Container
Container makes visible the “invisible” bodies enabling consumer society. Within spitting distance of Clifton beach, a playground for privileged South Africans, lies the remains of the San Jose paquette de Africa, a Portuguese slave ship that sank in 1794, with 212 shackled slaves onboard. A few kilometers away, thousands of shipping containers, their contents invisible and rarely discussed, enter and leave Cape Town’s busy port. Container explores the hidden world of goods crisscrossing the globe in anonymous containers to highlight the lives of the millions of invisible people shackled in modern day slavery.

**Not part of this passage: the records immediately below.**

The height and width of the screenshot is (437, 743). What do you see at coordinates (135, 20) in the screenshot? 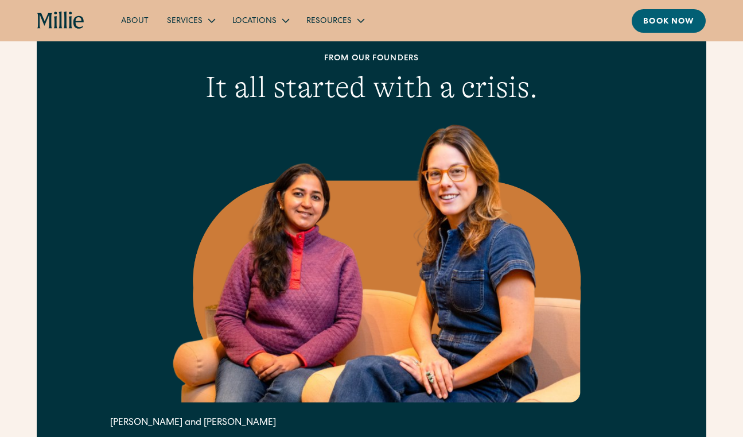
I see `a: About` at bounding box center [135, 20].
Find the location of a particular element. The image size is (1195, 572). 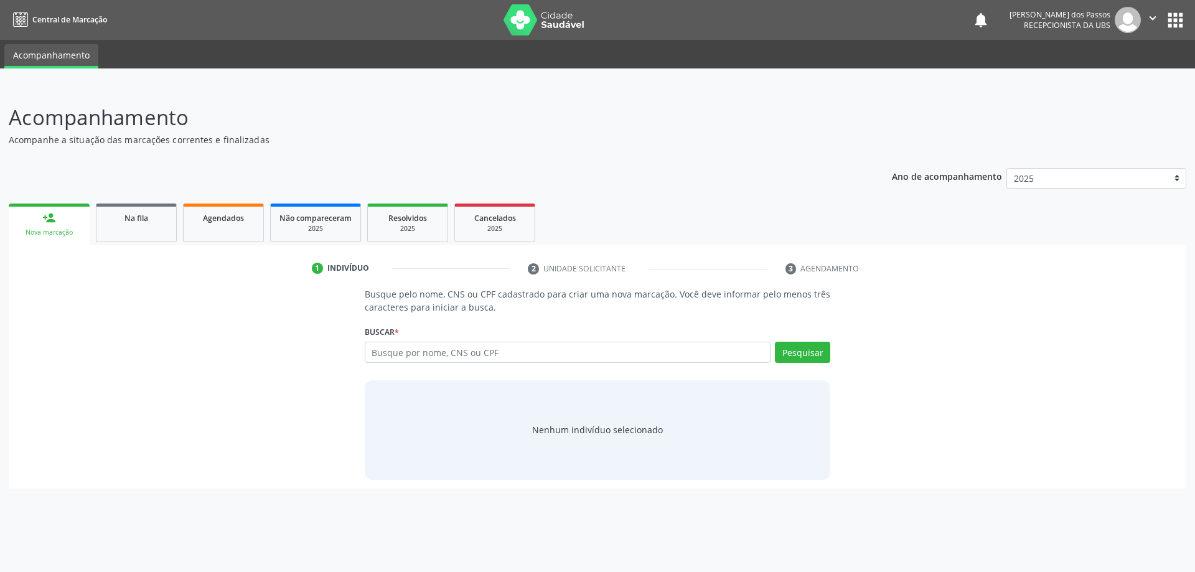

p: Busque pelo nome, CNS ou CPF cadastrado para criar uma nova marcação. Você deve informar pelo men... is located at coordinates (598, 301).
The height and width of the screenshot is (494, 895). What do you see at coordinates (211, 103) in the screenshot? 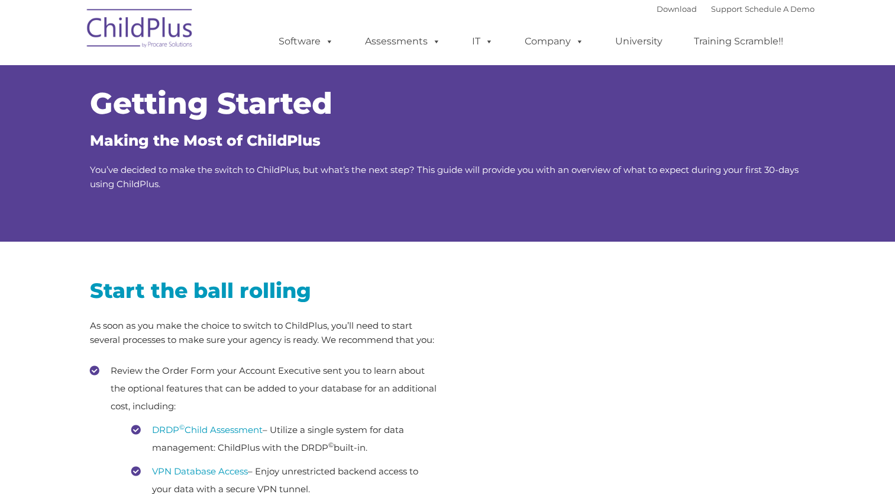
I see `span: Getting Started` at bounding box center [211, 103].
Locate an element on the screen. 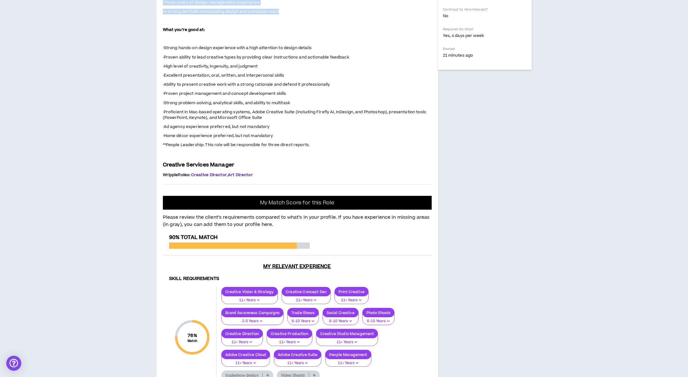 This screenshot has width=688, height=377. p: 2-5 Years is located at coordinates (253, 321).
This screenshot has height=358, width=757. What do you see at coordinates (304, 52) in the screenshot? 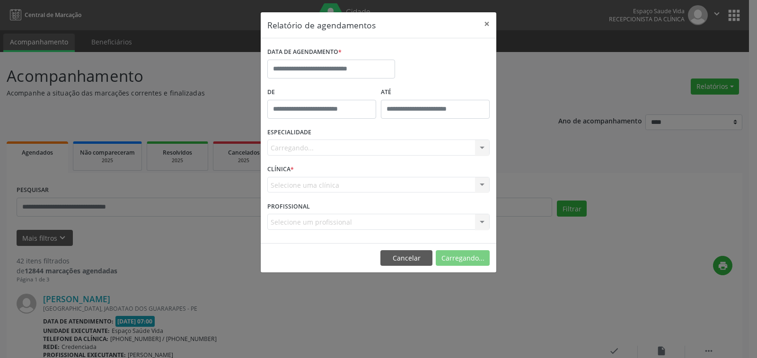
I see `label: DATA DE AGENDAMENTO` at bounding box center [304, 52].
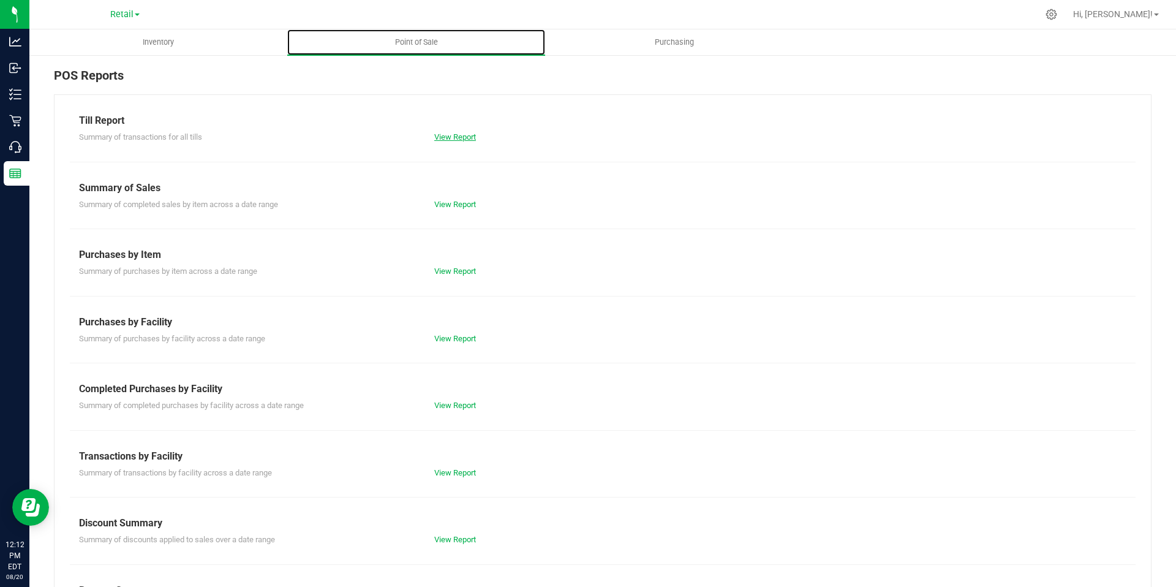  I want to click on span: Summary of completed purchases by facility across a date range, so click(191, 405).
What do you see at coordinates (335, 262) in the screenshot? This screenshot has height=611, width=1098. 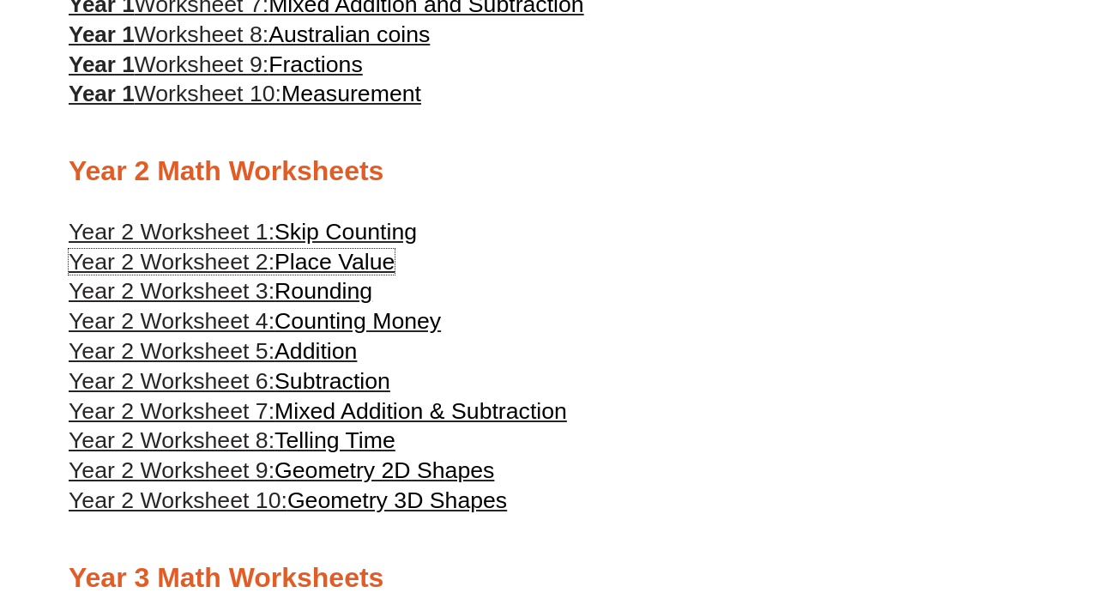 I see `span: Place Value` at bounding box center [335, 262].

Simon Wood is an Emmy nominated filmmaker based in Cape Town, South Africa. Wood’s films have screened at the worlds largest film festivals and won numerous awards in Africa, Asia, Europe and North America.
Meghna Singh is a doctoral candidate at the University of Cape Town and a research associate at the African Centre for Migration and Society at WITS University Johannesburg. Hailing from New Delhi, India, she is currently pursuing visual art practice and a research project on the theme of oceanic migrations in South Africa. Working with mediums of video and installation, blurring boundaries between documentary and fiction, she creates immersive environments highlighting issues of ‘humanism’ through the tool of the imaginary. Her current focus is on the theme of critical mobilities, migration and the invisible class of mobile population that move around the world as a consequence of the capitalist globalized world we inhabit. Working with the visual as a methodology to conduct and present research, she received a project grant from Jo Vearey as a part of the Migration and Health Project funding through the Wellcome Trust, U.K.